Don’t ask Palestinians to guarantee the settler’s peace of mind when we know damn well that it can be accomplished only by our disappearance.
U.S. exceptionalism is ubiquitous in the American psyche, even on the left. It needs to be overcome if we are to deal with the existential crises before us.
Steven Salaita says Palestinians and Native Americans are perfectly suited to an “inter/national relationship” as they share mutually-affirmational national struggles with interlocking destinies.
The metaphors that attempt to render Palestine complicated obscure the simple brutality of Zionist colonization.
Steven Salaita offers his advice on what to do if you find yourself targeted for punishment by the Israel lobby.
Steven Salaita reflects on what the putative assassin of Robert F. Kennedy has meant to his generation of Arab Americans.
The six escapees from Gilboa breached something much more serious than a maximum-security prison — they burrowed into the granular underground of Zionism’s fragile psyche.
The violence in Sheikh Jarrah isn’t exceptional. It is Zionism distilled to its purest expression. Dispossessing Palestinians is Zionism’s primary function.
Steven Salaita: “I am happy, eager even, to affirm the right of Jewish people to live in peace and security, wherever that may be, a right all humans deserve in no particular order of worthiness. But I won’t ratify Israel’s bloody founding or its devotion to racial supremacy. Ultimately, when Zionists demand that you affirm Israel’s right to exist, what they really seek is affirmation of Palestinian nonexistence.”
Steven Salaita reviews James Baldwin’s statements on Palestine and Israel which he says reveal a thinker of significant prescience and a skilled rhetorician who doesn’t allow audiences the luxury of comfort. “For Baldwin, Zionism isn’t an atavistic cultural or religious attribute, but the modern articulation of an age-old colonial logic,” Salaita writes.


Every entry must be transcribed exactly as written.

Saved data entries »
..............................

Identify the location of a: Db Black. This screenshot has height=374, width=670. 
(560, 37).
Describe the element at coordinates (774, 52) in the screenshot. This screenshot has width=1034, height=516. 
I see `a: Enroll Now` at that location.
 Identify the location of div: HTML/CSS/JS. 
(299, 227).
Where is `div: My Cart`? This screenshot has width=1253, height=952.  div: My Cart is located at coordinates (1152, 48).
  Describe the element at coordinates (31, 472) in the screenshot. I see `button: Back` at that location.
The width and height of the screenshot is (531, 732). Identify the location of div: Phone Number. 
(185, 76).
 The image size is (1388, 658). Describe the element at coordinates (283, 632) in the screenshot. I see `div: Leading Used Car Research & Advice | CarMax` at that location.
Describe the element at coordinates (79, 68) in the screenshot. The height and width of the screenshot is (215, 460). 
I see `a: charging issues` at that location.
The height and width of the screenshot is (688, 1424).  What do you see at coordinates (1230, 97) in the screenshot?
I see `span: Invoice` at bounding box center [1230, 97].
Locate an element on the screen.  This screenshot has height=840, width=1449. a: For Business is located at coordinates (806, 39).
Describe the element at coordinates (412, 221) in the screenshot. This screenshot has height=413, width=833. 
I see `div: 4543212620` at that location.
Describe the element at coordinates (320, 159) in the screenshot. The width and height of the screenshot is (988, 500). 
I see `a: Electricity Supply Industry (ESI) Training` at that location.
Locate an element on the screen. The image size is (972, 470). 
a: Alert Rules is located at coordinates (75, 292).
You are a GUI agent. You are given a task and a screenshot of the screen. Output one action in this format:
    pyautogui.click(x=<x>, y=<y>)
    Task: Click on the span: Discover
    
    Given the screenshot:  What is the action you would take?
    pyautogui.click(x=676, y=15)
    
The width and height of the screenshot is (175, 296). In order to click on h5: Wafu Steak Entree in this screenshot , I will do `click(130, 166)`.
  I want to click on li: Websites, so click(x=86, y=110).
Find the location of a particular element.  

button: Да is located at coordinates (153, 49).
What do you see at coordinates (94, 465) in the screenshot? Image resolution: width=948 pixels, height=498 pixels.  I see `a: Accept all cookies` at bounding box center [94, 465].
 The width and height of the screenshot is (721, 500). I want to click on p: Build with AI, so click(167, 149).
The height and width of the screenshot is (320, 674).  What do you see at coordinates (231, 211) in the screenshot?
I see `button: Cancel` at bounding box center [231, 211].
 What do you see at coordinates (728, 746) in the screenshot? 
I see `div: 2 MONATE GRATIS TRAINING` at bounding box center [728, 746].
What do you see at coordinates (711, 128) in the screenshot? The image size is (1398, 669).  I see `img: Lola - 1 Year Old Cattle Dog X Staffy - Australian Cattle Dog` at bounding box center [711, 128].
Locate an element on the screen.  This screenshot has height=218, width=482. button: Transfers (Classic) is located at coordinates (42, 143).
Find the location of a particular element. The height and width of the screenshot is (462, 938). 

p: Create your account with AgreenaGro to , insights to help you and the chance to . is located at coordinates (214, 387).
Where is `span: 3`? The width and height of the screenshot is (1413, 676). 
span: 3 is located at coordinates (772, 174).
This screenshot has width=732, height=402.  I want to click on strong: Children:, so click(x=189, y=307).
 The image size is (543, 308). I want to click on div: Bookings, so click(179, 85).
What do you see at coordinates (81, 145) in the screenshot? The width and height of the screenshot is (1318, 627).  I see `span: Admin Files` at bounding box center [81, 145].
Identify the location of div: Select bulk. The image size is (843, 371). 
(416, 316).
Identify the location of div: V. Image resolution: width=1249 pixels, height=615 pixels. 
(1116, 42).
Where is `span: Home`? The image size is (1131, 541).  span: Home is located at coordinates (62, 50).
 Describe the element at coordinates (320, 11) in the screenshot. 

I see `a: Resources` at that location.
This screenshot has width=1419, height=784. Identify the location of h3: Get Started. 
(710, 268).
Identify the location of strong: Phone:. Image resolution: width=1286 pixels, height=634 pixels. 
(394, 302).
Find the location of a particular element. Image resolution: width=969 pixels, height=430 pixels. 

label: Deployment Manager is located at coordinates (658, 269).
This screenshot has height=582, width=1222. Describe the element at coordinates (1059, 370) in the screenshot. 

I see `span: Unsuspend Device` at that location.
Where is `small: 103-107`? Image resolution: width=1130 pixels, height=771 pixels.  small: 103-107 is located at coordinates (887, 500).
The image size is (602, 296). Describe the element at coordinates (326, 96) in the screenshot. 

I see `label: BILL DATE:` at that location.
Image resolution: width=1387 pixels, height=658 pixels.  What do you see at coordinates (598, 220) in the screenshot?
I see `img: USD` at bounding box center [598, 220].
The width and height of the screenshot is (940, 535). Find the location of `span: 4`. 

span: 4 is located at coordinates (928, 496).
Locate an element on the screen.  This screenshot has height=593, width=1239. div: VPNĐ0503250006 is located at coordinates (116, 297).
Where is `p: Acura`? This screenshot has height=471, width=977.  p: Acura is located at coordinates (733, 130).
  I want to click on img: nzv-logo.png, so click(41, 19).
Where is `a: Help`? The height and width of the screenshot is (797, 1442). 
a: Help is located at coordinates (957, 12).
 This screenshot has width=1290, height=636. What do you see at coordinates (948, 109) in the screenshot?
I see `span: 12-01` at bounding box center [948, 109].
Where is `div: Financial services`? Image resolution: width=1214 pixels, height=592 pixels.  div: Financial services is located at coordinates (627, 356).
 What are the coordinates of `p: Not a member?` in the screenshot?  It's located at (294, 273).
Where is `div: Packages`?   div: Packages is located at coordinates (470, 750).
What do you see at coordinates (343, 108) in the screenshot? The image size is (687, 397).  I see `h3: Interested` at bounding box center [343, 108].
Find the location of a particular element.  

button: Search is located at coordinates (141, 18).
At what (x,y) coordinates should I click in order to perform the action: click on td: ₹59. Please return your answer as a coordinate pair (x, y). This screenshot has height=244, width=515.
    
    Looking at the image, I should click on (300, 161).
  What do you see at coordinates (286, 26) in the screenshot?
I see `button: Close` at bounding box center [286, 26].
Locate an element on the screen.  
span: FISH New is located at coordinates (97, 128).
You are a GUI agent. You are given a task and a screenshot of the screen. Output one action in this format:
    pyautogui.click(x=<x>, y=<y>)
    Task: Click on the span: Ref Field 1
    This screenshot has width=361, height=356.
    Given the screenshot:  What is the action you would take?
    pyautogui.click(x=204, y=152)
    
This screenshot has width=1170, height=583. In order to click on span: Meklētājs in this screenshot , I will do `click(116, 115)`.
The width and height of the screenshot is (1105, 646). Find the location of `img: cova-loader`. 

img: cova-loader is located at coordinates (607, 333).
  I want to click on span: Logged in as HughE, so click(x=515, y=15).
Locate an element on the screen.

..............................

SOLUTION TO THIS TASK »
Identify the location of a: Db Black. This screenshot has height=374, width=670. 
(560, 37).
Describe the element at coordinates (774, 52) in the screenshot. This screenshot has width=1034, height=516. 
I see `a: Enroll Now` at that location.
 Identify the location of div: HTML/CSS/JS. 
(299, 227).
Where is `div: My Cart`? This screenshot has width=1253, height=952.  div: My Cart is located at coordinates (1152, 48).
  Describe the element at coordinates (31, 472) in the screenshot. I see `button: Back` at that location.
The width and height of the screenshot is (531, 732). Identify the location of div: Phone Number. 
(185, 76).
 The image size is (1388, 658). Describe the element at coordinates (283, 632) in the screenshot. I see `div: Leading Used Car Research & Advice | CarMax` at that location.
Describe the element at coordinates (79, 68) in the screenshot. The height and width of the screenshot is (215, 460). 
I see `a: charging issues` at that location.
The height and width of the screenshot is (688, 1424).  What do you see at coordinates (1230, 97) in the screenshot?
I see `span: Invoice` at bounding box center [1230, 97].
Locate an element on the screen.  This screenshot has height=840, width=1449. a: For Business is located at coordinates (806, 39).
Describe the element at coordinates (412, 221) in the screenshot. This screenshot has height=413, width=833. 
I see `div: 4543212620` at that location.
Describe the element at coordinates (320, 159) in the screenshot. The width and height of the screenshot is (988, 500). 
I see `a: Electricity Supply Industry (ESI) Training` at that location.
Locate an element on the screen. The image size is (972, 470). 
a: Alert Rules is located at coordinates (75, 292).
You are a GUI agent. You are given a task and a screenshot of the screen. Output one action in this format:
    pyautogui.click(x=<x>, y=<y>)
    Task: Click on the span: Discover
    
    Given the screenshot:  What is the action you would take?
    pyautogui.click(x=676, y=15)
    
The width and height of the screenshot is (175, 296). In order to click on h5: Wafu Steak Entree in this screenshot , I will do `click(130, 166)`.
  I want to click on li: Websites, so click(x=86, y=110).
Find the location of a particular element.  

button: Да is located at coordinates (153, 49).
What do you see at coordinates (94, 465) in the screenshot? Image resolution: width=948 pixels, height=498 pixels.  I see `a: Accept all cookies` at bounding box center [94, 465].
 The width and height of the screenshot is (721, 500). I want to click on p: Build with AI, so click(167, 149).
The height and width of the screenshot is (320, 674).  What do you see at coordinates (231, 211) in the screenshot?
I see `button: Cancel` at bounding box center [231, 211].
 What do you see at coordinates (728, 746) in the screenshot? 
I see `div: 2 MONATE GRATIS TRAINING` at bounding box center [728, 746].
What do you see at coordinates (711, 128) in the screenshot? The image size is (1398, 669).  I see `img: Lola - 1 Year Old Cattle Dog X Staffy - Australian Cattle Dog` at bounding box center [711, 128].
Locate an element on the screen.  This screenshot has height=218, width=482. button: Transfers (Classic) is located at coordinates (42, 143).
Find the location of a particular element. The height and width of the screenshot is (462, 938). 

p: Create your account with AgreenaGro to , insights to help you and the chance to . is located at coordinates (214, 387).
Where is `span: 3`? The width and height of the screenshot is (1413, 676). 
span: 3 is located at coordinates (772, 174).
This screenshot has width=732, height=402.  I want to click on strong: Children:, so click(x=189, y=307).
 The image size is (543, 308). I want to click on div: Bookings, so click(179, 85).
What do you see at coordinates (81, 145) in the screenshot? The width and height of the screenshot is (1318, 627).  I see `span: Admin Files` at bounding box center [81, 145].
Identify the location of div: Select bulk. The image size is (843, 371). 
(416, 316).
Identify the location of div: V. Image resolution: width=1249 pixels, height=615 pixels. 
(1116, 42).
Where is `span: Home`? The image size is (1131, 541).  span: Home is located at coordinates (62, 50).
 Describe the element at coordinates (320, 11) in the screenshot. 

I see `a: Resources` at that location.
This screenshot has width=1419, height=784. Identify the location of h3: Get Started. 
(710, 268).
Identify the location of strong: Phone:. Image resolution: width=1286 pixels, height=634 pixels. 
(394, 302).
Find the location of a particular element. Image resolution: width=969 pixels, height=430 pixels. 

label: Deployment Manager is located at coordinates (658, 269).
This screenshot has height=582, width=1222. Describe the element at coordinates (1059, 370) in the screenshot. 

I see `span: Unsuspend Device` at that location.
Where is `small: 103-107`? Image resolution: width=1130 pixels, height=771 pixels.  small: 103-107 is located at coordinates (887, 500).
The image size is (602, 296). Describe the element at coordinates (326, 96) in the screenshot. 

I see `label: BILL DATE:` at that location.
Image resolution: width=1387 pixels, height=658 pixels.  What do you see at coordinates (598, 220) in the screenshot?
I see `img: USD` at bounding box center [598, 220].
The width and height of the screenshot is (940, 535). Find the location of `span: 4`. 

span: 4 is located at coordinates (928, 496).
Locate an element on the screen.  This screenshot has height=593, width=1239. div: VPNĐ0503250006 is located at coordinates (116, 297).
Where is `p: Acura`? This screenshot has height=471, width=977.  p: Acura is located at coordinates (733, 130).
  I want to click on img: nzv-logo.png, so click(41, 19).
Where is `a: Help`? The height and width of the screenshot is (797, 1442). 
a: Help is located at coordinates (957, 12).
 This screenshot has width=1290, height=636. What do you see at coordinates (948, 109) in the screenshot?
I see `span: 12-01` at bounding box center [948, 109].
Where is `div: Financial services`? Image resolution: width=1214 pixels, height=592 pixels.  div: Financial services is located at coordinates (627, 356).
 What are the coordinates of `p: Not a member?` in the screenshot?  It's located at (294, 273).
Where is `div: Packages`?   div: Packages is located at coordinates (470, 750).
What do you see at coordinates (343, 108) in the screenshot? The image size is (687, 397).  I see `h3: Interested` at bounding box center [343, 108].
Find the location of a particular element.  

button: Search is located at coordinates (141, 18).
At what (x,y) coordinates should I click in order to perform the action: click on td: ₹59. Please return your answer as a coordinate pair (x, y). This screenshot has height=244, width=515.
    
    Looking at the image, I should click on (300, 161).
  What do you see at coordinates (286, 26) in the screenshot?
I see `button: Close` at bounding box center [286, 26].
Locate an element on the screen.  
span: FISH New is located at coordinates (97, 128).
You are a GUI agent. You are given a task and a screenshot of the screen. Output one action in this format:
    pyautogui.click(x=<x>, y=<y>)
    Task: Click on the span: Ref Field 1
    This screenshot has width=361, height=356.
    Given the screenshot:  What is the action you would take?
    pyautogui.click(x=204, y=152)
    
This screenshot has width=1170, height=583. In order to click on span: Meklētājs in this screenshot , I will do `click(116, 115)`.
The width and height of the screenshot is (1105, 646). Find the location of `img: cova-loader`. 

img: cova-loader is located at coordinates (607, 333).
  I want to click on span: Logged in as HughE, so click(x=515, y=15).
Locate an element on the screen.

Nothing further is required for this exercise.